Nock’s major departure from George and Oppenheimer was his pessimism. His utopian predecessors had believed in human improvability. Nock began his career as a curmudgeon and died a committed misanthrope. In his 1939 biography, Nock chastised George for trying to reach “the ineducable nine-tenths, or more, of the human race.”
As the New Deal order took root, Nock despaired of politics entirely. In “Isaiah’s Job,” published in The Atlantic in 1936, Nock expressed his sincere belief that trying to convince “the masses” of anything was futile. The Prophet Isaiah is instructed to warn his fellow Israelites of impending punishment though he knows they will not listen, and Nock believed the obligation of the serious philosopher was to do the same, to speak to the public only to avoid leaving “the small but socially valuable minority somewhat out in the cold.”
But even as he discarded the universal and egalitarian commitments of Progress and Poverty, Nock maintained the perfection of its remedy. Only by eliminating landholder domination could the masses reach what meager potential they did have.
In 1941, Nock cemented his alienation from polite society with the publication of an antisemitic article in The Atlantic, “The Jewish Problem in America.” He turned to fringe magazines, where his cultural criticism ran adjacent to Nazi apologia.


**What the exercise asks**
Transcribe every record that appears below, exactly and in full.

____________

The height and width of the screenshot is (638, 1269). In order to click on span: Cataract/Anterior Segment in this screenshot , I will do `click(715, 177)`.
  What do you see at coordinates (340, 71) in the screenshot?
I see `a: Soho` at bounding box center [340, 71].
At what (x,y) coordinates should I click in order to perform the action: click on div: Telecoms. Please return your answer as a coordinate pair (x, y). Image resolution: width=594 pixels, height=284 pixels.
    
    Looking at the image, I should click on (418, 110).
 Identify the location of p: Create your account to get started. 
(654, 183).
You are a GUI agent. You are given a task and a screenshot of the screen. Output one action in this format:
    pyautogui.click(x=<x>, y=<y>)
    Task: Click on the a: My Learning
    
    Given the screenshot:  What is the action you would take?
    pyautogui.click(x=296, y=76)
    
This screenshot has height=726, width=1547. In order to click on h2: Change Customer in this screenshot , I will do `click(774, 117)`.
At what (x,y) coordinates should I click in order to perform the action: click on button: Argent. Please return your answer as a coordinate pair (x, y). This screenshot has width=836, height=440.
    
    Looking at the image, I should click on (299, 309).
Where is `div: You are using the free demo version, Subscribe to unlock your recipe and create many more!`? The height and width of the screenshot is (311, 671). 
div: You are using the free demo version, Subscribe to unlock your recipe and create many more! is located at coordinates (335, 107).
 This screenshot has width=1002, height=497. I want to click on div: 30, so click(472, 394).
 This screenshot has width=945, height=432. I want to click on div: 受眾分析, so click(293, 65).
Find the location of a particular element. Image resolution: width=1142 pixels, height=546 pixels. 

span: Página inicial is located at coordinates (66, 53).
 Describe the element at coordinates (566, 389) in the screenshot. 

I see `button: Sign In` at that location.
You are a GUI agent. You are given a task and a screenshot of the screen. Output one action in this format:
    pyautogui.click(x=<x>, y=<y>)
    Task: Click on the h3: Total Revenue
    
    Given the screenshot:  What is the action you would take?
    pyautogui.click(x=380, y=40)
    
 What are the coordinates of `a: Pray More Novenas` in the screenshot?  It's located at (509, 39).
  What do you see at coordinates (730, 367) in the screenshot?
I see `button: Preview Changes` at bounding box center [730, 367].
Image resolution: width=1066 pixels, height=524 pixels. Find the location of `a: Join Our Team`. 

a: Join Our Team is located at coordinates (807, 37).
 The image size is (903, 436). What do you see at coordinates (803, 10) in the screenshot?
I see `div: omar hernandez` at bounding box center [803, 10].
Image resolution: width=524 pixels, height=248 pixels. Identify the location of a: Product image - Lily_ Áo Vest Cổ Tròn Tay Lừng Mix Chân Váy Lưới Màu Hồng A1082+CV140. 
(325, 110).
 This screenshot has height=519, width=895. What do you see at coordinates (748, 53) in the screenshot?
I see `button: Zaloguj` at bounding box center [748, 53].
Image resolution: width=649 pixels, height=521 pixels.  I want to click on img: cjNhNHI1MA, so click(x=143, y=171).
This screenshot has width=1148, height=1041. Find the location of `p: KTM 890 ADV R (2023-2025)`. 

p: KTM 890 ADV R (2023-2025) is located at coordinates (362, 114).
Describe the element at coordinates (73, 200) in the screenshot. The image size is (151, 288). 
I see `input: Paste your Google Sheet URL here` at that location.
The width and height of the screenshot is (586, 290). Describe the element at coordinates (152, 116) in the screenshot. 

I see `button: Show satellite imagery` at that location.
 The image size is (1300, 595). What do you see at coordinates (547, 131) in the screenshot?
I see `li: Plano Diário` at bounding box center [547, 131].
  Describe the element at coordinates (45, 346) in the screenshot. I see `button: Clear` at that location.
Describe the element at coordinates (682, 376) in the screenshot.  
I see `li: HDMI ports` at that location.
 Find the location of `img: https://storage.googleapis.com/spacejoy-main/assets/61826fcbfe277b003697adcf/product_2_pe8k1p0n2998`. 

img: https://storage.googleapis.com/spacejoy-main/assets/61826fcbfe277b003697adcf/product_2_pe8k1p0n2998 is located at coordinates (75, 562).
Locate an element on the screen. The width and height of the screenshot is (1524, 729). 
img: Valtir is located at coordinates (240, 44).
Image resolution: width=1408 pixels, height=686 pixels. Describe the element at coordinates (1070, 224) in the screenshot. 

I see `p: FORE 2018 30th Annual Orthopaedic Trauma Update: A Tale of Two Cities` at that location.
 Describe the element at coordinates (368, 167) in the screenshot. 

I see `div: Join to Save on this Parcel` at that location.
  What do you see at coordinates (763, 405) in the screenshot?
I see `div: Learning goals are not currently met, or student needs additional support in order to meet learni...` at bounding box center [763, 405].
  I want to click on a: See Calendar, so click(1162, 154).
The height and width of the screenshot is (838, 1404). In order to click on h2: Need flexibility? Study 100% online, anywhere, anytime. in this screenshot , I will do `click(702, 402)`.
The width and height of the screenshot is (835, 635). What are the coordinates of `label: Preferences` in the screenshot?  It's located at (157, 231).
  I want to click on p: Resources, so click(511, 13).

____________

**Answer space**
The height and width of the screenshot is (638, 1269). In order to click on span: Cataract/Anterior Segment in this screenshot , I will do `click(715, 177)`.
  What do you see at coordinates (340, 71) in the screenshot?
I see `a: Soho` at bounding box center [340, 71].
At what (x,y) coordinates should I click in order to perform the action: click on div: Telecoms. Please return your answer as a coordinate pair (x, y). Image resolution: width=594 pixels, height=284 pixels.
    
    Looking at the image, I should click on (418, 110).
 Identify the location of p: Create your account to get started. 
(654, 183).
You are a GUI agent. You are given a task and a screenshot of the screen. Output one action in this format:
    pyautogui.click(x=<x>, y=<y>)
    Task: Click on the a: My Learning
    
    Given the screenshot:  What is the action you would take?
    pyautogui.click(x=296, y=76)
    
This screenshot has height=726, width=1547. In order to click on h2: Change Customer in this screenshot , I will do `click(774, 117)`.
At what (x,y) coordinates should I click in order to perform the action: click on button: Argent. Please return your answer as a coordinate pair (x, y). This screenshot has width=836, height=440.
    
    Looking at the image, I should click on (299, 309).
Where is `div: You are using the free demo version, Subscribe to unlock your recipe and create many more!`? The height and width of the screenshot is (311, 671). 
div: You are using the free demo version, Subscribe to unlock your recipe and create many more! is located at coordinates (335, 107).
 This screenshot has width=1002, height=497. I want to click on div: 30, so click(472, 394).
 This screenshot has width=945, height=432. I want to click on div: 受眾分析, so click(293, 65).
Find the location of a particular element. Image resolution: width=1142 pixels, height=546 pixels. 

span: Página inicial is located at coordinates (66, 53).
 Describe the element at coordinates (566, 389) in the screenshot. 

I see `button: Sign In` at that location.
You are a GUI agent. You are given a task and a screenshot of the screen. Output one action in this format:
    pyautogui.click(x=<x>, y=<y>)
    Task: Click on the h3: Total Revenue
    
    Given the screenshot:  What is the action you would take?
    pyautogui.click(x=380, y=40)
    
 What are the coordinates of `a: Pray More Novenas` in the screenshot?  It's located at (509, 39).
  What do you see at coordinates (730, 367) in the screenshot?
I see `button: Preview Changes` at bounding box center [730, 367].
Image resolution: width=1066 pixels, height=524 pixels. Find the location of `a: Join Our Team`. 

a: Join Our Team is located at coordinates (807, 37).
 The image size is (903, 436). What do you see at coordinates (803, 10) in the screenshot?
I see `div: omar hernandez` at bounding box center [803, 10].
Image resolution: width=524 pixels, height=248 pixels. Identify the location of a: Product image - Lily_ Áo Vest Cổ Tròn Tay Lừng Mix Chân Váy Lưới Màu Hồng A1082+CV140. 
(325, 110).
 This screenshot has height=519, width=895. What do you see at coordinates (748, 53) in the screenshot?
I see `button: Zaloguj` at bounding box center [748, 53].
Image resolution: width=649 pixels, height=521 pixels.  I want to click on img: cjNhNHI1MA, so click(x=143, y=171).
This screenshot has width=1148, height=1041. Find the location of `p: KTM 890 ADV R (2023-2025)`. 

p: KTM 890 ADV R (2023-2025) is located at coordinates (362, 114).
Describe the element at coordinates (73, 200) in the screenshot. The image size is (151, 288). 
I see `input: Paste your Google Sheet URL here` at that location.
The width and height of the screenshot is (586, 290). Describe the element at coordinates (152, 116) in the screenshot. 

I see `button: Show satellite imagery` at that location.
 The image size is (1300, 595). What do you see at coordinates (547, 131) in the screenshot?
I see `li: Plano Diário` at bounding box center [547, 131].
  Describe the element at coordinates (45, 346) in the screenshot. I see `button: Clear` at that location.
Describe the element at coordinates (682, 376) in the screenshot.  
I see `li: HDMI ports` at that location.
 Find the location of `img: https://storage.googleapis.com/spacejoy-main/assets/61826fcbfe277b003697adcf/product_2_pe8k1p0n2998`. 

img: https://storage.googleapis.com/spacejoy-main/assets/61826fcbfe277b003697adcf/product_2_pe8k1p0n2998 is located at coordinates (75, 562).
Locate an element on the screen. The width and height of the screenshot is (1524, 729). 
img: Valtir is located at coordinates (240, 44).
Image resolution: width=1408 pixels, height=686 pixels. Describe the element at coordinates (1070, 224) in the screenshot. 

I see `p: FORE 2018 30th Annual Orthopaedic Trauma Update: A Tale of Two Cities` at that location.
 Describe the element at coordinates (368, 167) in the screenshot. 

I see `div: Join to Save on this Parcel` at that location.
  What do you see at coordinates (763, 405) in the screenshot?
I see `div: Learning goals are not currently met, or student needs additional support in order to meet learni...` at bounding box center [763, 405].
  I want to click on a: See Calendar, so click(1162, 154).
The height and width of the screenshot is (838, 1404). In order to click on h2: Need flexibility? Study 100% online, anywhere, anytime. in this screenshot , I will do `click(702, 402)`.
The width and height of the screenshot is (835, 635). What are the coordinates of `label: Preferences` in the screenshot?  It's located at (157, 231).
  I want to click on p: Resources, so click(511, 13).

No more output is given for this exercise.